Frequently Asked Questions
How is a double crusted sweet potato pie different from a regular sweet potato pie?
The double-crusted version has both a bottom crust and a decorative top crust (typically a lattice weave), while the regular version has only a bottom crust with the filling exposed on top. Visually, the double-crusted pie is more dramatic with the lattice showing the orange filling between golden pastry strips. Flavor and texture are 90% the same; the double crust adds more pastry per slice and a different visual moment.
Can I use store-bought pie crust for a double-crusted pie?
Possible but not recommended. You'd need 2 store-bought crusts (Pillsbury and others sell 2-packs). The store-bought versions are less buttery and bake to a paler color than from-scratch all-butter crusts. The lattice weave is also harder with store-bought because the dough is thinner and breaks more easily during weaving. For a showpiece pie, the from-scratch crust is worth the extra time.
How do you weave a lattice top?
Cut 14 strips of pastry, each 3/4 inch wide. Lay 7 parallel across the pie. Fold back every other strip (1, 3, 5, 7), lay a perpendicular strip across the unfolded ones, unfold the bent strips. Fold back the alternate strips (2, 4, 6), lay another perpendicular strip, unfold. Repeat until you have 7 strips going each direction (14 total) woven over-under. Total time: 5-7 minutes once you know the technique.
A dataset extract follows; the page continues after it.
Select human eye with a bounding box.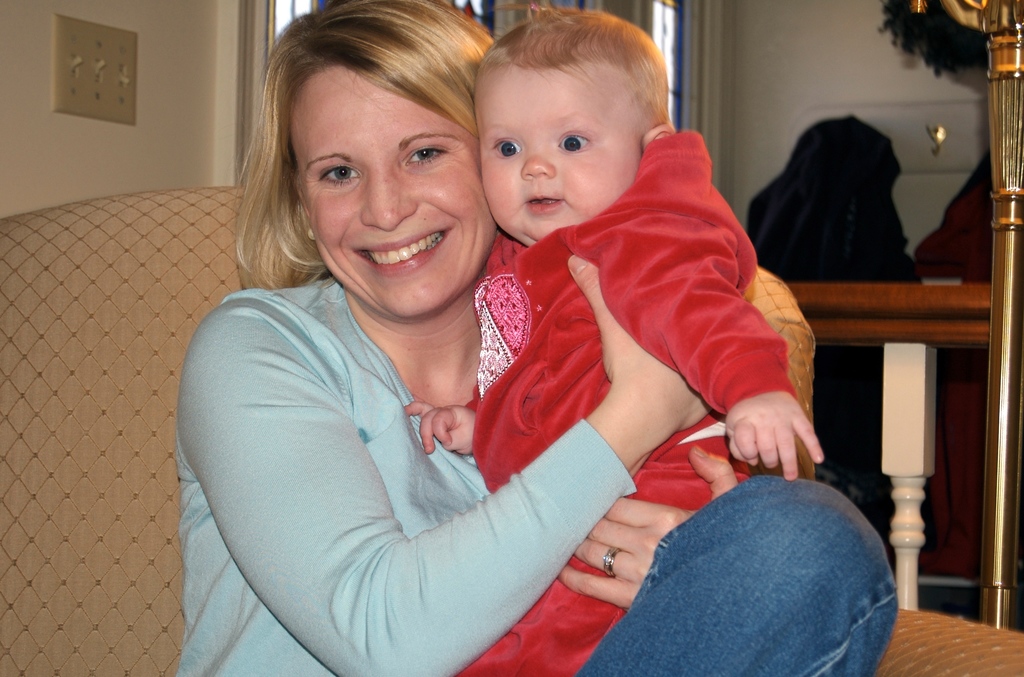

Watch a YouTube tutorial before your first attempt.
Why does my lattice sag into the filling during baking?
The lattice was either too thin (under 1/8 inch thick) or too warm when placed on the pie. Solution: roll the pastry slightly thicker (1/8 to 3/16 inch) and chill the strips on parchment paper before weaving. The cold pastry holds its shape during the high-heat first 15 minutes of baking. The 425F initial bake is also essential - it sets the pastry structure quickly before the heat tips into sagging territory.
Can I make a double-crusted sweet potato pie ahead?
Yes - bake the day before, cool to room temperature, refrigerate covered. The flavor improves with a 24-hour rest. The lattice may lose a small amount of crispness from refrigeration; warm individual slices in a 300F oven for 5 minutes before serving to re-crisp. Top with fresh whipped cream just before serving.
Is a double-crusted sweet potato pie hard to make?
It's about 30-40% more work than a single-crust pie, primarily due to the additional crust rolling and the lattice weaving. The filling and bake are essentially identical. The lattice has a learning curve - your first lattice will look amateurish, your second will look better, your third will look professional. If you've never made a lattice top before, plan an extra 30 minutes for the first attempt, and watch a video tutorial first.
Should I blind-bake the bottom crust?
No - for a double-crusted pie, both crusts cook together in the oven. Blind-baking the bottom crust first would over-bake it during the second cook with the filling. The double-crust technique is different from a single-crust where blind-baking is sometimes used. Just chill the shaped bottom crust for 15 minutes before adding the filling.
Can I substitute canned sweet potato puree?
Possible but loses flavor concentration. Roasted fresh Beauregard sweet potatoes have deeper, more concentrated flavor than canned puree. If you must use canned, drain it well in a fine mesh sieve for 30 minutes to remove excess water (canned puree is more watery than roasted fresh), and reduce the heavy cream by 2 tablespoons to compensate. The result will be acceptable but not as outstanding as fresh.